On our first overnight on the mountain we were refreshed from the crushed travel in our VW counterculture conestoga, The hard hike got us charged-up; with that mini-triumph getting us to the backside of Teton Peak. The adventure getting us through the pass, kicked open the doors to a little Shangri-la. A series of alpine glacial lakes, aqua and milky from the ice grinding the native granite to powder, invited us to linger and lunch. Breathtaking breathtaking breathtaking, swim in ice-bound water, washed our disappointment at the dream differed, up into the cobalt sky.

It came unbidden, sitting there on the shoreline.The vision of ribboned gift boxes rising out of the lake, one after another. In school, I had counted on visions like this, and learned a secret or two for getting those hidden fish of the mind to rise hungry for chum, now here comes a year of carrying cement block and cutting 16” beams slapping the vision right out of you. A year of hard-labor blew my smokey visions into tatters. And now just like that, Ta Da ! A line of unending presents waiting to be opened… “just what I always wanted”… and going on forever…

In 1962 on a family car-trip west, I had seen in Jenny Lake the sublime scene of mountains reflected in still water which transformed into a riveting vision. The saw-tooth peaks doubled in the mirror of a lake became the toothy maws of two dogs, mouth to mouth. In school I had seen this vision transform to become an opening into another world. That ridge line, doubled in the lake, described, pretty well, a gateway into another world. The line, thin, like the cambium layer under the papery bark of a twig, or maybe the surface tension on water—the thinnest of lines separating one world from another.

Sitting by the mountain lake, in my mind’s eye, I saw a slip of writing hidden, in the first box landing opened lying at my feet. “Lake Santa at the Edge of Never…” This is what came to me… “Lake Santa at the Edge of Never…” Then the gift box rose up and lifted into the clear blue at 9,500 feet, followed by another and another, winding around Grand Teton Peak, floating off all the way to California—a cavalry of marching surprises gaily wrapped waiting to be opened.

It’s taken me some fifty years to figure out the depth of that Lake Santa experience. Fifty years of climbing up over around through various stones and rockfalls, and into caves, maybe, blocking my progress. It seems over coming obstacles is a kind of Pilates of the spirit, finding your way via the pictures in the mind, the core of the mind getting in shape…and… if impediments to progress are seen as strengthening, you can approach a wall, knowing it is there to help you—eventually you get to recognizing the mind as a self-generated personal trainer.

So to hold the mystery of the unseen, what you see when you close your eyes. So this very vision came to me, sometimes it seems pretty flimsy in its pretense, but somehow it holds tight to an alcove in my mind, explicated with this interpretive sign. So here we go, let’s journey to The Edge of Never.

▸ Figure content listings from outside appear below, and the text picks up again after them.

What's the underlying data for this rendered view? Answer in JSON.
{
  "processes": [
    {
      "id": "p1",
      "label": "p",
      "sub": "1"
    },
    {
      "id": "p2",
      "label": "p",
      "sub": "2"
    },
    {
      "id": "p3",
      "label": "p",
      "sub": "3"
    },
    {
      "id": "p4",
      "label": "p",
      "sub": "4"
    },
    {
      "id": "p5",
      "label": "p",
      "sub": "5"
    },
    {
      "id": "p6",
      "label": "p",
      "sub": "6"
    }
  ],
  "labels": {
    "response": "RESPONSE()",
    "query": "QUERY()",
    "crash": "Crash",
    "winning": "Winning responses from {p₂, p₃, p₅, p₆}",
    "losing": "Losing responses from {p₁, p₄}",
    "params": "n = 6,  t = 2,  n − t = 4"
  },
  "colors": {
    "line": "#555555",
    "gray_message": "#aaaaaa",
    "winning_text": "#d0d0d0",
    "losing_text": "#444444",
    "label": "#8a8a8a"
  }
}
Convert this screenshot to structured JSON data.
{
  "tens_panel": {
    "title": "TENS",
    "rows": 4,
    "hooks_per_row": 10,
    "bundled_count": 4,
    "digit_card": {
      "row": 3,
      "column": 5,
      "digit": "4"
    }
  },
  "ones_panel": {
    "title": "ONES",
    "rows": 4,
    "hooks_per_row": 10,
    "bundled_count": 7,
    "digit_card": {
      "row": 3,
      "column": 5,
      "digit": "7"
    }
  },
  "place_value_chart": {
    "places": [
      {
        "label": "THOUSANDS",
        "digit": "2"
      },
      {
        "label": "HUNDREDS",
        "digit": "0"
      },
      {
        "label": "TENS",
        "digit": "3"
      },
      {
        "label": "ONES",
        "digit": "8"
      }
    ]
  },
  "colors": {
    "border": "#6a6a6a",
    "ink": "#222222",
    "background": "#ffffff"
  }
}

First gift from Lake Santa

The fact of me drawing again is a tremendous gift. I’d had a twelve year layoff first, because I was too busy with the business of being impresario to other artists, busy enough to slow production of my own hand-made stuff to an ooze. And then, with increasing disability via a nerve disorder, I gave it up altogether. “Hey, Gramping, why are your hands are so wiggly?” It was OK, I had plenty of discards and abandoned scraps to arrange and rearrange to make my stories. “I don’t draw anymore.” was my motto and mantra and now, the first gift from Lake Santa comes the gift of me drawing again. This is not a great drawing, or maybe not even a good one, but the fact of it says to me, ”go ahead.” What a gift…for true.